A mandate? It's not just a quibble

President Bush's claim to a blanket endorsement for his policies carries real political weight, even if it's hard to define.

By BILL ADAIR, Times Staff Writer
Published November 6, 2004

WASHINGTON - At a victory celebration Wednesday, Vice President Dick Cheney declared the voters have spoken.

"President Bush ran forthrightly on a clear agenda for this nation's future, and the nation responded by giving him a mandate," Cheney said.

Ken Mehlman, who managed the Bush-Cheney campaign, also used the word.

"The president won a mandate," Mehlman said.

Even the press chimed in. A news story in the Los Angeles Times said Bush "can claim a solid mandate."

But can he? And what difference would that make?

Bush won a slim majority in the popular vote - 51 percent to 48 percent for Sen. John Kerry. He was declared the winner in Iowa on Friday, giving him 286 electoral votes to 252 for Kerry.

It would not have taken much to change the outcome. If 70,000 Ohio voters had chosen Kerry instead of Bush, Kerry would be president.

Some political analysts say it's an exaggeration to call 51 percent a mandate.

"The vote that Bush got is not a mandate," said historian Robert Dallek. "It's a far cry from a mandate."

Jennifer Duffy, an analyst for the Cook Political Report, joked that, "In the current environment, I guess 52 percent is almost a landslide."

Presidents have often claimed mandates so they'll have more clout when Congress considers their proposals.

In Presidential Mandates: How Elections Shape the National Agenda, Patricia Heidotting Conley says more than half of the winning candidates since 1828 have declared a mandate for their policies.

She says some can rightfully make that claim if they've run an issue-based campaign and won a large enough victory. But she says other candidates get "victories without mandates" because they win narrowly or their campaigns have few issues.

The biggest margin in recent history was Lyndon Johnson's victory in 1964, when he received 61.1 percent. He claimed a mandate and used it to get Congress to approve his Great Society programs.

In Safire's Political Dictionary, columnist William Safire says winners will claim a mandate with the slimmest of victories - even a single vote. He cites President John F. Kennedy, who eked by Richard Nixon in the popular vote, 49.7 to 49.5 percent, but still invoked a mandate to push his programs in Congress.

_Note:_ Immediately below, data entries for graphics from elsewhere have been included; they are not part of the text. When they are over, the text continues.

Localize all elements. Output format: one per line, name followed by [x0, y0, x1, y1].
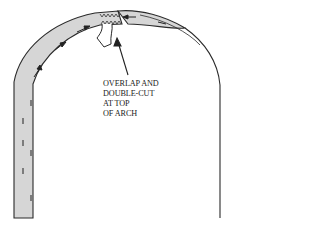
- annotation-line-2: DOUBLE-CUT: [103, 89, 159, 99]
- curled-flap: [97, 24, 112, 47]
- annotation-line-1: OVERLAP AND: [103, 79, 159, 89]
- annotation-line-3: AT TOP: [103, 99, 159, 109]
- overlap-annotation: OVERLAP AND DOUBLE-CUT AT TOP OF ARCH: [103, 79, 159, 119]
- annotation-line-4: OF ARCH: [103, 109, 159, 119]
- arch-outline-right: [185, 28, 220, 218]
- pointer-arrow: [114, 38, 128, 75]
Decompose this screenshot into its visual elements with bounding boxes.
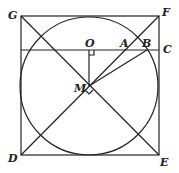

That's what President Bush did Thursday. He said, "I earned capital in the campaign - political capital - and now I intend to spend it."

He was echoed by conservative columnists and fellow Republicans.

William Kristol, editor of the Weekly Standard, wrote: "The hair-pullers and teeth-gnashers won't like it, of course, but we're nevertheless inclined to call this a mandate. Indeed, in one sense, we think it an even larger and clearer mandate than those won in the landslide re-election campaigns of Nixon in 1972, Reagan in 1984 and Clinton in 1996."

Sen. George Allen, R-Va., called it "a mandate for action, for the ideas that were advanced in the campaign." He said it would give momentum to Bush proposals such as private accounts for Social Security, tort reform and a comprehensive energy bill.

To bolster their case, Republicans have said Bush's vote total was the largest in U.S. history. Mehlman on Friday said Bush won "511/2" percent.

But Dallek scoffed at the claim of the largest vote.

"That doesn't tell you anything, except that we've had a lot of population growth," he said.

Mehlman's 511/2 appears to be based on the total without including Ralph Nader and other small-party candidates. If they're included, Bush's percentage is 51.1.

On the political Web site MyDD, a blogger noted that Kerry's total "is the largest number of people who have ever voted against a president."

Indeed, some Republicans doubt that 51 percent - even 511/2 - is a call to action.

"He's got no mandate on domestic issues per se," Sen. Jon Kyl, R-Ariz., told the Los Angeles Times. "Yeah, (voters) knew he wanted some tax reform and Social Security reform, but I don't think he can contend the election was a mandate to do that."

Rep. Mark Foley, R-West Palm Beach, called it a "solid, convincing victory" because there was no doubt that Bush won. But he said, "I don't call anything a mandate when the election is that close."